Now police are searching for the suspects who a witness said used a sport-utility vehicle in their attempt to steal the life-sized bronze of a sitting man bent over a table with a chess set on
it. An empty seat was on the opposite side for real people to join him.
The men allegedly rammed the statue with the SUV at around 2 a.m. Saturday, then tried to wrestle the heavy statue into the SUV, according to police.
But a security guard hired for the weekend Jazz Jubilee spotted them and yelled toward the would-be thieves, who dropped the statue and sped off, Medford police Lt. Mike Moran said.
The statue, as well as two separate bronze tables with chess boards inviting players, was placed in Vogel Plaza two years ago as a way of encouraging the public to interact with art.
"Were a little surprised," said Bev Power, a customer-service specialist at the Medford Parks and Recreation Department, which commissioned the piece.
"Its been a point of pride to the city to have a piece of public art like this," Power said. "And someone wanted to steal it."
And at a price of $25,000, the statue was something of a steal from its creator, Pleasant Hill artist Peter Helzer, whose bronzes adorn city parks in Bend and Portland as well as the Hult
Center in Eugene and the Portland Zoo.
In this case, however, messing with the chess man translates into potential charges of first-degree criminal mischief and attempted first-degree theft.
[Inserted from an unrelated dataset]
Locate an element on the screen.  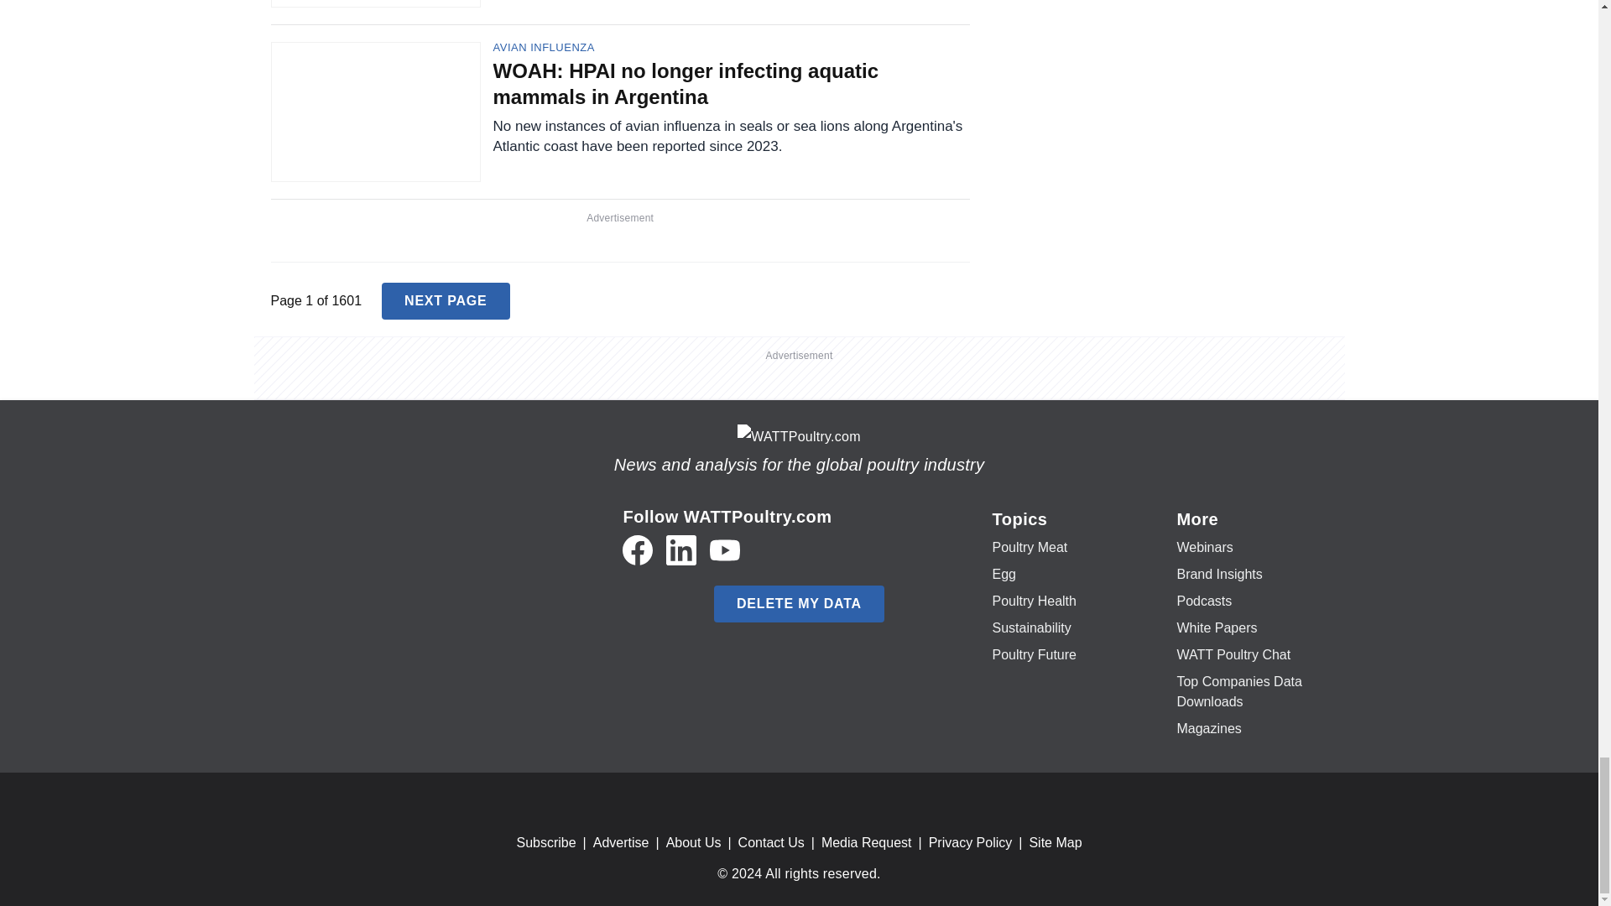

The security guard described the vehicle as a gray or white Chevrolet Yukon, and furnished a license plate number to police, Moran said. Police traced that plate to a vehicle in Klamath County,
but it was not at the registered address when Klamath authorities visited it Monday at the request of Medford police, Moran said.
Medford investigators will head to Klamath County this week to follow up, Moran said.
The statue had been vandal-free since it was set in August 2002, except one bronze chess piece had been stolen, Power said.
The Vogel vandals irritated Lucille Dunn, who on Sunday traveled from Phoenix to downtown Medford specifically to snap a photograph of her husband, David, sitting opposite the chess player.
All they found was a turned-over chess table and no man.
"Oh, brother," Lucille Dunn said when she learned of the attempted theft Monday. "What kind of idiots do we have around here?"
The chess player was seized by police as evidence. The tables and chair remain at Vogel Plaza.
Those who study the chess board on the overturned table may eventually realize the statue is of a man hunched over his king caught in a check-mate.
"He really lost out this time," Power said.
But not for good, Power said. Parks officials plan to take several photographs of the damaged art and ship them to Helzer for advice on proper repairs that can return a piece of public art to the
plaza.
"Sure, well get it back (to the plaza)," Power said. "Well persevere until we do it."